Terry rode into Dalag at noon and found the doctor even redder and hotter than usual. The perspiration glistened on his hands and wrists, dripped from his fat face and neck, and his once-starched clothes hung limp from his rolypoly frame. Worn with loss of sleep and fruitless efforts to bring the frightened Bogobos to reason, he welcomed Terry weariedly to the little hut that had been sat aside for his use.

Terry took command, so quietly that the doctor did not realize it. A few brief questions elicited the measures the doctor wished put into effect, simple curative methods and preventive precautions. Understanding, Terry started out, but was recalled by the doctor.

"Lieutenant, did you bring your mosquito net?" At Terry's affirmative nod he continued: "It's a good thing you did—the village is swarming with nightflyers, and every one of them is loaded to the hilt with plasmodiae!"

The village, a mere scattering of crudest huts along the river front, seemed deserted, but from nearly every hut came the low wailings of the sick and the frightened. Noting that the lamentations had ceased a few minutes after Terry went out, the doctor stepped to the door and watched his progress from shack to shack, saw how the picturesque little savages grouped about him. They knew him and listened to him confidently, so that the parboiled doctor was as much disgusted as pleased with the ease with which Terry secured the cooperation for which he had begged and stormed in vain.

Under his direction they cut down all of the plant life whose upturned leaves or fronds held stagnant, mosquito-breeding water, climbed tall palms to brush out the rain water accumulated in the concave depressions where frond joins trunk, even twisted off the cuplike scarlet blossoms from hibiscus shrubs. They carried green brush to a series of smudges he lit to cordon the village against the vicious singing horde of germ carriers. Best of all, they ceased their incantations over the sick, unwound the tight cords they had knotted around the abdomens of the stricken to prevent the fever from "going further down," opened the grass windows that gasping lungs might obtain decent air, and swallowed the doctor's hitherto neglected medicines.

There were no chickens in the village, no eggs. The doctor bemoaned the lack of nourishment for his sick. So Terry summoned four of the ablest hunters and disappeared into the woods for an hour, returning with a young buck speared through the lungs and shot mercifully through the head. In an hour a big pot was boiling in the middle of the street that throughout the night the sufferers might receive hot soup made up of venison, yams, eggplant and rice, all that the village afforded.

Doctor Merchant, watching the transformation, marveled at the method of persuasion. There was no attempt at exercise of authority, no raising of voice, no gestures, only patient explanation, an assumption of mutual friendliness, a sincere and ample sympathy.

Shortly after sundown the doctor, exhausted with the worry and stress of the hours before Terry came, distributed his bulk as comfortably as possible on the bamboo floor, tucked in his mosquito net very carefully, and fell into a heavy sleep, too exhausted to await Terry's return.

It was as well that the doctor did not await him, for Terry spent half of the night by a fire kindled at the base of a big tree in front of the chief's abode. Seated on a stump near the blaze, surrounded by a ring of half-nude Bogobos whose timid eyes seldom wandered from his face, he answered their questions and erased the last vestiges of the panic into which the epidemic had precipitated the villagers.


Exercise description: Scan the material below and copy every line holding the word "there".

▬▬▬

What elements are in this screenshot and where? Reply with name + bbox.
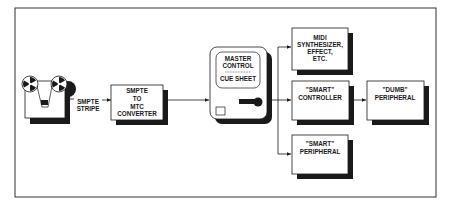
midi-synthesizer-box: MIDI SYNTHESIZER, EFFECT, ETC. (292, 28, 353, 75)
svg-text:PERIPHERAL: PERIPHERAL (375, 94, 416, 101)
smpte-stripe-label-2: STRIPE (77, 105, 100, 112)
drive-square-icon (216, 107, 225, 115)
svg-text:ETC.: ETC. (313, 55, 328, 62)
svg-text:"DUMB": "DUMB" (383, 86, 408, 93)
svg-text:CUE SHEET: CUE SHEET (220, 75, 256, 82)
svg-text:CONTROL: CONTROL (222, 62, 253, 69)
svg-text:MTC: MTC (130, 103, 144, 110)
smpte-stripe-label: SMPTE (77, 98, 99, 105)
midi-timecode-diagram: SMPTE STRIPE SMPTE TO MTC CONVERTER MAST… (0, 0, 452, 202)
svg-text:PERIPHERAL: PERIPHERAL (300, 148, 341, 155)
svg-text:MIDI: MIDI (313, 34, 327, 41)
svg-text:TO: TO (133, 95, 142, 102)
smpte-to-mtc-converter-box: SMPTE TO MTC CONVERTER (111, 85, 168, 125)
reel-to-reel-tape-icon (22, 76, 76, 124)
svg-text:"SMART": "SMART" (306, 140, 334, 147)
svg-text:"SMART": "SMART" (306, 86, 334, 93)
dumb-peripheral-box: "DUMB" PERIPHERAL (367, 81, 429, 125)
svg-text:CONTROLLER: CONTROLLER (298, 94, 342, 101)
master-control-computer: MASTER CONTROL CUE SHEET (210, 47, 272, 124)
svg-text:CONVERTER: CONVERTER (117, 110, 157, 117)
smart-controller-box: "SMART" CONTROLLER (292, 81, 354, 125)
smart-peripheral-box: "SMART" PERIPHERAL (292, 135, 353, 179)
svg-text:SMPTE: SMPTE (126, 87, 148, 94)
svg-text:MASTER: MASTER (225, 55, 252, 62)
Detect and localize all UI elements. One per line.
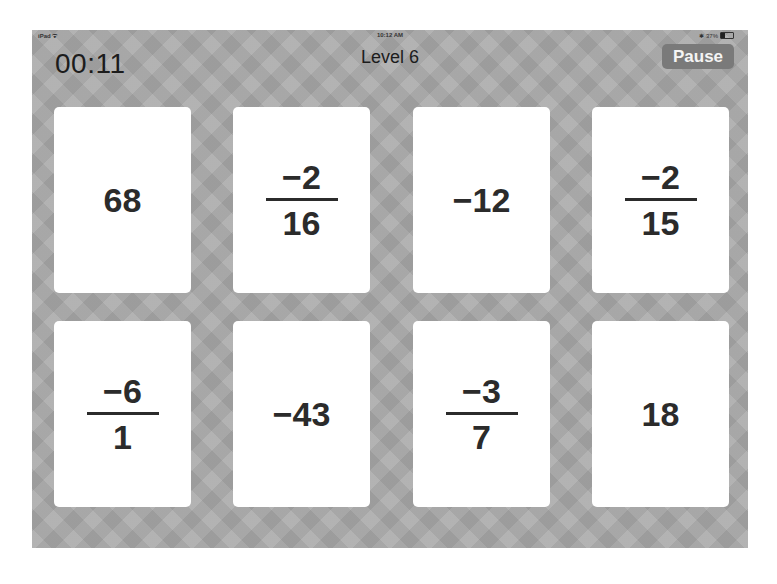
card-7[interactable]: −3 7: [413, 321, 550, 507]
card-3[interactable]: −12: [413, 107, 550, 293]
status-time: 10:12 AM: [32, 32, 748, 38]
card-8[interactable]: 18: [592, 321, 729, 507]
card-value: −43: [273, 395, 331, 434]
card-6[interactable]: −43: [233, 321, 370, 507]
numerator: −6: [103, 373, 142, 409]
bluetooth-icon: ✱: [699, 32, 704, 39]
card-1[interactable]: 68: [54, 107, 191, 293]
card-4[interactable]: −2 15: [592, 107, 729, 293]
battery-icon: [720, 32, 734, 39]
fraction-bar: [625, 198, 697, 201]
level-title: Level 6: [32, 47, 748, 68]
battery-level: [721, 33, 725, 38]
status-bar: iPad ᯤ 10:12 AM ✱ 37%: [32, 30, 748, 42]
fraction: −2 16: [266, 159, 338, 241]
pause-button[interactable]: Pause: [662, 44, 734, 69]
fraction-bar: [266, 198, 338, 201]
card-value: 68: [104, 181, 142, 220]
card-2[interactable]: −2 16: [233, 107, 370, 293]
numerator: −2: [641, 159, 680, 195]
numerator: −2: [282, 159, 321, 195]
denominator: 7: [472, 419, 491, 455]
fraction-bar: [87, 412, 159, 415]
game-screen: iPad ᯤ 10:12 AM ✱ 37% 00:11 Level 6 Paus…: [32, 30, 748, 548]
fraction: −6 1: [87, 373, 159, 455]
card-value: −12: [453, 181, 511, 220]
status-right-group: ✱ 37%: [699, 32, 734, 39]
card-5[interactable]: −6 1: [54, 321, 191, 507]
numerator: −3: [462, 373, 501, 409]
card-value: 18: [642, 395, 680, 434]
fraction: −2 15: [625, 159, 697, 241]
denominator: 16: [283, 205, 321, 241]
battery-percent: 37%: [706, 33, 718, 39]
fraction: −3 7: [446, 373, 518, 455]
denominator: 15: [642, 205, 680, 241]
denominator: 1: [113, 419, 132, 455]
fraction-bar: [446, 412, 518, 415]
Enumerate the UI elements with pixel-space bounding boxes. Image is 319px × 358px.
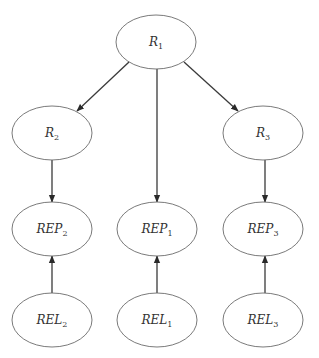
node-label-base: REP: [36, 222, 64, 236]
node-rep2: REP2: [12, 202, 92, 256]
node-label-base: R: [148, 35, 158, 49]
diagram-canvas: R1R2R3REP2REP1REP3REL2REL1REL3: [0, 0, 319, 358]
node-label-subscript: 3: [265, 133, 270, 142]
node-r2: R2: [12, 106, 92, 160]
node-label-base: REP: [247, 222, 275, 236]
node-label-subscript: 2: [62, 320, 67, 329]
node-label-base: REL: [141, 313, 168, 327]
node-rep1: REP1: [117, 202, 197, 256]
node-label-subscript: 1: [167, 320, 172, 329]
node-rel1: REL1: [117, 293, 197, 347]
node-label-base: REL: [36, 313, 63, 327]
node-label-subscript: 2: [54, 133, 59, 142]
node-label-subscript: 2: [62, 229, 67, 238]
node-label-base: REL: [247, 313, 274, 327]
node-rel2: REL2: [12, 293, 92, 347]
node-rel3: REL3: [223, 293, 303, 347]
node-rep3: REP3: [223, 202, 303, 256]
edges-group: [52, 62, 265, 293]
edge-r1-to-r2: [77, 62, 129, 111]
node-label-subscript: 1: [167, 229, 172, 238]
node-label-subscript: 1: [158, 42, 163, 51]
node-label-base: R: [44, 126, 54, 140]
node-label-subscript: 3: [273, 320, 278, 329]
node-r1: R1: [116, 15, 196, 69]
node-label-base: REP: [141, 222, 169, 236]
edge-r1-to-r3: [184, 62, 238, 111]
node-r3: R3: [223, 106, 303, 160]
node-label-base: R: [255, 126, 265, 140]
node-label-subscript: 3: [273, 229, 278, 238]
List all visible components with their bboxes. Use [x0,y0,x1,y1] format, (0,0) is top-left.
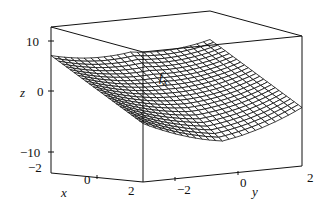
x-axis-label: x [60,185,67,200]
x-tick-label-minus2: −2 [28,160,42,175]
surface-mesh [51,40,302,142]
x-tick-label-0: 0 [84,172,91,187]
z-tick-label-0: 0 [37,84,44,99]
function-label-subscript: x [162,75,168,87]
x-tick-label-2: 2 [128,183,135,198]
y-tick-label-0: 0 [240,175,247,190]
y-axis-label: y [250,184,258,199]
surface-plot: 10 0 z −10 −2 0 x 2 −2 0 y 2 fx [0,0,324,204]
y-axis-line [143,166,302,182]
z-axis-label: z [19,85,25,100]
box-edge-right-top [210,11,302,36]
z-tick-label-minus10: −10 [20,145,40,160]
y-tick-label-2: 2 [307,170,314,185]
bounding-box-back [51,11,302,36]
z-tick-label-10: 10 [26,34,39,49]
y-tick-label-minus2: −2 [177,182,191,197]
box-edge-left-top [51,27,143,52]
box-edge-back-top [51,11,210,27]
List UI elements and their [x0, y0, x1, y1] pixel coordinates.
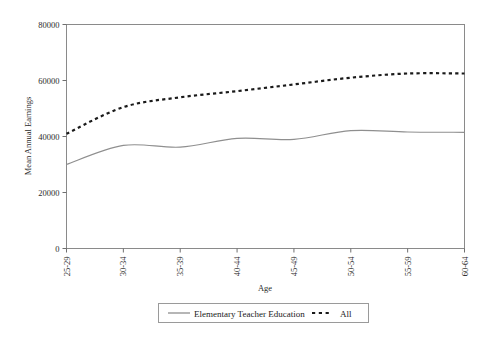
y-axis: 020000400006000080000	[38, 20, 66, 254]
legend-item-label-elementary-teacher-education: Elementary Teacher Education	[194, 309, 305, 319]
x-axis-tick-label: 55-59	[403, 257, 413, 277]
x-axis-tick-label: 60-64	[460, 256, 470, 277]
series-line-all	[67, 73, 465, 134]
y-axis-tick-label: 40000	[38, 132, 59, 142]
legend: Elementary Teacher Education All	[159, 304, 369, 323]
x-axis: 25-2930-3435-3940-4445-4950-5455-5960-64	[62, 249, 470, 277]
x-axis-tick-label: 35-39	[175, 257, 185, 277]
x-axis-title: Age	[258, 283, 272, 293]
x-axis-tick-label: 25-29	[62, 257, 72, 277]
x-axis-tick-label: 30-34	[118, 256, 128, 277]
legend-item-label-all: All	[340, 309, 352, 319]
series-line-elementary-teacher-education	[67, 130, 465, 164]
x-axis-tick-label: 45-49	[289, 257, 299, 277]
x-axis-tick-label: 50-54	[346, 256, 356, 277]
x-axis-tick-label: 40-44	[232, 256, 242, 277]
y-axis-tick-label: 20000	[38, 188, 59, 198]
y-axis-tick-label: 60000	[38, 76, 59, 86]
y-axis-tick-label: 0	[55, 244, 59, 254]
y-axis-title: Mean Annual Earnings	[23, 97, 33, 175]
y-axis-tick-label: 80000	[38, 20, 59, 30]
plot-frame	[67, 25, 465, 249]
line-chart: 020000400006000080000 25-2930-3435-3940-…	[0, 0, 487, 348]
chart-container: 020000400006000080000 25-2930-3435-3940-…	[0, 0, 487, 348]
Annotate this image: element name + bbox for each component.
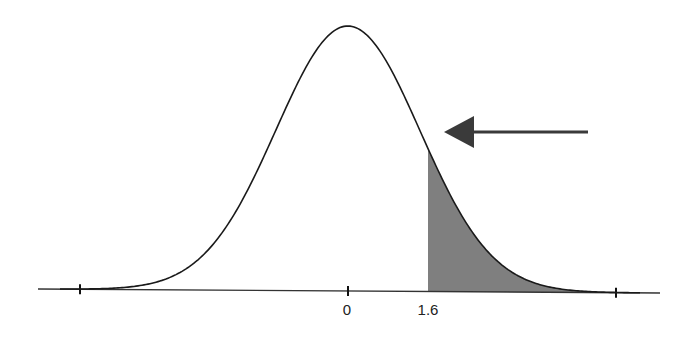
cutoff-label: 1.6 — [418, 301, 439, 318]
mean-label: 0 — [343, 301, 351, 318]
shaded-tail-region — [428, 149, 640, 293]
normal-distribution-diagram — [0, 0, 687, 344]
bell-curve — [60, 26, 640, 293]
left-arrow-icon — [444, 116, 588, 148]
arrow-head — [444, 116, 474, 148]
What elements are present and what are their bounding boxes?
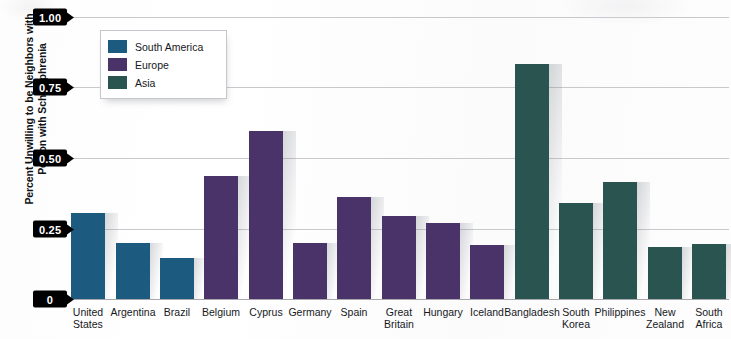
- bar-label-line: Britain: [384, 318, 414, 330]
- bar-label-line: Germany: [288, 306, 331, 318]
- bar-south-africa[interactable]: [692, 244, 726, 299]
- bar-hungary[interactable]: [426, 223, 460, 299]
- bar-group-south-africa[interactable]: South Africa: [692, 17, 726, 299]
- bar-label-line: Zealand: [646, 318, 684, 330]
- bar-label-line: Cyprus: [249, 306, 282, 318]
- bar-label-line: South: [562, 306, 590, 318]
- bar-label-spain: Spain: [341, 306, 368, 318]
- bar-label-line: South: [695, 306, 722, 318]
- y-tick-0.50: 0.50: [33, 150, 67, 167]
- bar-south-korea[interactable]: [559, 203, 593, 299]
- bar-label-line: New: [646, 306, 684, 318]
- legend-swatch-icon: [108, 58, 127, 71]
- bar-label-line: United: [73, 306, 103, 318]
- bar-label-united-states: United States: [73, 306, 103, 330]
- bar-brazil[interactable]: [160, 258, 194, 299]
- bar-label-brazil: Brazil: [164, 306, 190, 318]
- y-axis-title-line-1: Percent Unwilling to be Neighbors with: [23, 0, 36, 237]
- bar-label-hungary: Hungary: [423, 306, 463, 318]
- bar-label-line: Philippines: [595, 306, 646, 318]
- bar-label-argentina: Argentina: [111, 306, 156, 318]
- bar-label-line: Spain: [341, 306, 368, 318]
- bar-label-line: Great: [384, 306, 414, 318]
- bar-group-iceland[interactable]: Iceland: [470, 17, 504, 299]
- bar-group-new-zealand[interactable]: New Zealand: [648, 17, 682, 299]
- bar-group-germany[interactable]: Germany: [293, 17, 327, 299]
- legend-label-south-america: South America: [135, 41, 203, 53]
- bar-group-bangladesh[interactable]: Bangladesh: [515, 17, 549, 299]
- bar-group-spain[interactable]: Spain: [337, 17, 371, 299]
- bar-label-south-africa: South Africa: [695, 306, 722, 330]
- y-tick-0.75: 0.75: [33, 79, 67, 96]
- y-tick-0.25: 0.25: [33, 221, 67, 238]
- bar-label-line: Africa: [695, 318, 722, 330]
- legend-swatch-icon: [108, 40, 127, 53]
- y-tick-0: 0: [33, 291, 67, 308]
- bar-bangladesh[interactable]: [515, 64, 549, 299]
- bar-label-line: States: [73, 318, 103, 330]
- bar-label-germany: Germany: [288, 306, 331, 318]
- bar-iceland[interactable]: [470, 245, 504, 299]
- bar-label-line: Belgium: [202, 306, 240, 318]
- y-axis-title: Percent Unwilling to be Neighbors with P…: [23, 0, 49, 237]
- bar-label-south-korea: South Korea: [562, 306, 590, 330]
- bar-great-britain[interactable]: [382, 216, 416, 299]
- bar-label-new-zealand: New Zealand: [646, 306, 684, 330]
- bar-label-line: Brazil: [164, 306, 190, 318]
- bar-label-belgium: Belgium: [202, 306, 240, 318]
- legend-label-europe: Europe: [135, 59, 169, 71]
- bar-label-line: Bangladesh: [504, 306, 559, 318]
- legend-swatch-icon: [108, 76, 127, 89]
- bar-label-great-britain: Great Britain: [384, 306, 414, 330]
- bar-label-cyprus: Cyprus: [249, 306, 282, 318]
- bar-group-great-britain[interactable]: Great Britain: [382, 17, 416, 299]
- bar-new-zealand[interactable]: [648, 247, 682, 299]
- bar-group-south-korea[interactable]: South Korea: [559, 17, 593, 299]
- bar-label-line: Korea: [562, 318, 590, 330]
- legend-item-asia[interactable]: Asia: [108, 74, 218, 91]
- bar-chart: Percent Unwilling to be Neighbors with P…: [0, 0, 731, 339]
- bar-germany[interactable]: [293, 243, 327, 299]
- bar-argentina[interactable]: [116, 243, 150, 299]
- bar-group-hungary[interactable]: Hungary: [426, 17, 460, 299]
- legend-item-europe[interactable]: Europe: [108, 56, 218, 73]
- legend-label-asia: Asia: [135, 77, 155, 89]
- bar-cyprus[interactable]: [249, 131, 283, 299]
- legend-item-south-america[interactable]: South America: [108, 38, 218, 55]
- y-axis-title-line-2: Person with Schizophrenia: [36, 0, 49, 237]
- bar-spain[interactable]: [337, 197, 371, 299]
- bar-belgium[interactable]: [204, 176, 238, 299]
- bar-group-cyprus[interactable]: Cyprus: [249, 17, 283, 299]
- bar-united-states[interactable]: [71, 213, 105, 299]
- bar-group-philippines[interactable]: Philippines: [603, 17, 637, 299]
- bar-label-line: Iceland: [470, 306, 504, 318]
- bar-label-philippines: Philippines: [595, 306, 646, 318]
- bar-philippines[interactable]: [603, 182, 637, 299]
- legend: South America Europe Asia: [100, 30, 227, 99]
- bar-label-line: Argentina: [111, 306, 156, 318]
- bar-label-bangladesh: Bangladesh: [504, 306, 559, 318]
- y-tick-1.00: 1.00: [33, 9, 67, 26]
- bar-label-line: Hungary: [423, 306, 463, 318]
- bar-label-iceland: Iceland: [470, 306, 504, 318]
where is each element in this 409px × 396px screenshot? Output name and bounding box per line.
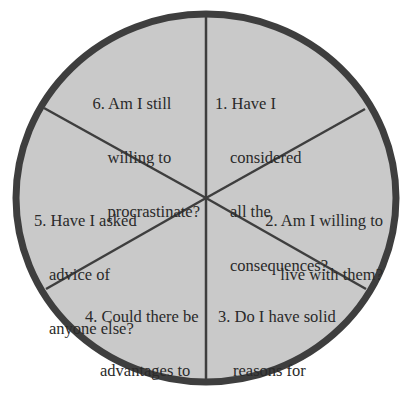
q1-line-2: considered	[215, 149, 328, 167]
q4-line-2: advantages to	[85, 362, 199, 380]
q3-line-2: reasons for	[218, 362, 336, 380]
q2-line-1: 2. Am I willing to	[265, 212, 383, 230]
q6-line-1: 6. Am I still	[92, 95, 200, 113]
q3-line-1: 3. Do I have solid	[218, 308, 336, 326]
q4-line-1: 4. Could there be	[85, 308, 199, 326]
question-3: 3. Do I have solid reasons for postponin…	[218, 272, 336, 396]
question-4: 4. Could there be advantages to waiting?	[85, 272, 199, 396]
q1-line-1: 1. Have I	[215, 95, 328, 113]
q5-line-1: 5. Have I asked	[34, 212, 137, 230]
q6-line-2: willing to	[92, 149, 200, 167]
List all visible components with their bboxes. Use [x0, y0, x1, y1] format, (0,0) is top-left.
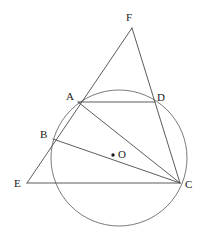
- geometry-figure: ABCDEFO: [0, 0, 201, 238]
- point-label-e: E: [14, 178, 21, 189]
- chord-A-C: [78, 102, 180, 183]
- chord-B-C: [53, 139, 180, 183]
- point-label-b: B: [40, 129, 47, 140]
- point-label-a: A: [66, 91, 74, 102]
- segment-group: [27, 28, 180, 183]
- point-label-f: F: [126, 12, 132, 23]
- geometry-canvas: [0, 0, 201, 238]
- point-label-o: O: [118, 149, 126, 160]
- point-label-c: C: [185, 179, 192, 190]
- point-label-d: D: [157, 92, 165, 103]
- segment-F-C: [132, 28, 180, 183]
- segment-E-F: [27, 28, 132, 183]
- point-dot-o: [111, 153, 114, 156]
- point-dot-group: [111, 153, 114, 156]
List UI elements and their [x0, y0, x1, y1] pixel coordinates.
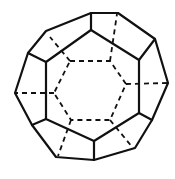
visible-edge: [139, 113, 152, 120]
visible-edge: [139, 39, 155, 60]
visible-edge: [28, 53, 46, 62]
hidden-hexagon: [54, 61, 126, 120]
hidden-edge: [126, 83, 168, 84]
front-hexagon: [46, 30, 139, 141]
hidden-edge: [110, 14, 117, 61]
polyhedron-diagram: [0, 0, 175, 179]
visible-edges: [15, 13, 168, 160]
visible-edge: [32, 119, 46, 125]
outer-outline: [15, 13, 168, 160]
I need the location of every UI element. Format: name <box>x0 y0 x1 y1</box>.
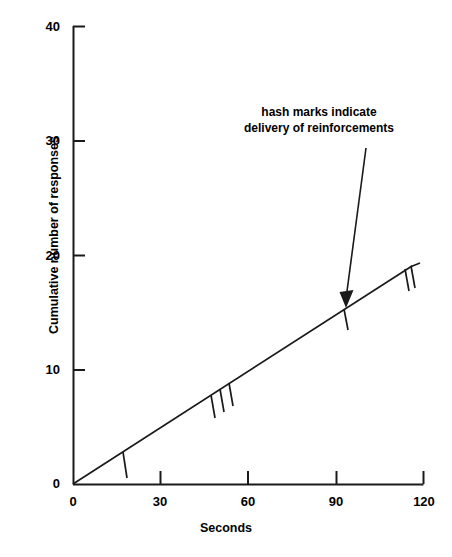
x-tick-label-60: 60 <box>218 495 278 508</box>
hash-mark-47s <box>211 395 215 418</box>
annotation-text: hash marks indicate delivery of reinforc… <box>203 105 435 137</box>
hash-mark-115s <box>411 266 415 288</box>
hash-mark-92s <box>344 309 348 330</box>
hash-mark-53s <box>229 383 233 406</box>
x-axis-ticks <box>161 471 424 484</box>
annotation-text-line-2: delivery of reinforcements <box>203 121 435 137</box>
hash-marks-group <box>123 266 415 478</box>
annotation-arrow-shaft <box>347 148 367 295</box>
annotation-arrow <box>340 148 367 308</box>
chart-plot-area <box>0 0 452 557</box>
hash-mark-50s <box>220 389 224 412</box>
y-tick-label-0: 0 <box>14 477 60 490</box>
hash-mark-113s <box>405 269 409 291</box>
annotation-text-line-1: hash marks indicate <box>203 105 435 121</box>
cumulative-record-chart: 40 30 20 10 0 0 30 60 90 120 Cumulative … <box>0 0 452 557</box>
x-tick-label-90: 90 <box>306 495 366 508</box>
y-axis-title: Cumulative number of responses <box>47 85 61 385</box>
y-axis-ticks <box>73 27 85 371</box>
x-axis-title: Seconds <box>0 521 452 535</box>
x-tick-label-0: 0 <box>43 495 103 508</box>
x-tick-label-120: 120 <box>394 495 452 508</box>
cumulative-response-line <box>73 266 412 484</box>
x-tick-label-30: 30 <box>130 495 190 508</box>
y-tick-label-40: 40 <box>14 20 60 33</box>
hash-mark-17s <box>123 452 127 478</box>
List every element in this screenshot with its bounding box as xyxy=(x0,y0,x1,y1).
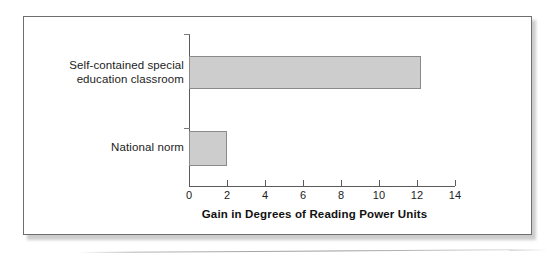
x-axis-tick-label: 4 xyxy=(245,188,285,202)
x-axis-tick-label: 0 xyxy=(169,188,209,202)
plot-area: 02468101214 Self-contained special educa… xyxy=(24,17,533,236)
x-axis-title: Gain in Degrees of Reading Power Units xyxy=(24,208,533,220)
x-axis-tick-label: 2 xyxy=(207,188,247,202)
x-axis-tick xyxy=(227,180,228,186)
x-axis-tick xyxy=(265,180,266,186)
y-axis-tick-middle xyxy=(184,128,190,129)
x-axis-tick-label: 12 xyxy=(397,188,437,202)
x-axis-tick xyxy=(303,180,304,186)
y-axis-tick-top xyxy=(184,34,190,35)
category-label-line-2: education classroom xyxy=(0,72,184,86)
category-label-national-norm: National norm xyxy=(0,140,184,154)
x-axis-tick-label: 8 xyxy=(321,188,361,202)
x-axis-tick xyxy=(379,180,380,186)
category-label-line-1: Self-contained special xyxy=(0,58,184,72)
bar-self-contained-special-education-classroom xyxy=(189,56,421,89)
x-axis-tick xyxy=(417,180,418,186)
scan-artifact-line xyxy=(78,249,548,253)
x-axis-line xyxy=(189,186,455,187)
bar-national-norm xyxy=(189,131,227,166)
category-label-line-1: National norm xyxy=(0,140,184,154)
chart-screenshot: 02468101214 Self-contained special educa… xyxy=(0,0,556,259)
x-axis-tick xyxy=(189,180,190,186)
x-axis-tick xyxy=(341,180,342,186)
x-axis-tick-label: 10 xyxy=(359,188,399,202)
x-axis-tick-label: 6 xyxy=(283,188,323,202)
x-axis-tick xyxy=(455,180,456,186)
x-axis-tick-label: 14 xyxy=(435,188,475,202)
figure-frame: 02468101214 Self-contained special educa… xyxy=(23,16,532,235)
category-label-self-contained: Self-contained special education classro… xyxy=(0,58,184,86)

▬▬▬

Answer for the task:
q4-line-1: 4. Could there be	[85, 308, 199, 326]
question-4: 4. Could there be advantages to waiting?	[85, 272, 199, 396]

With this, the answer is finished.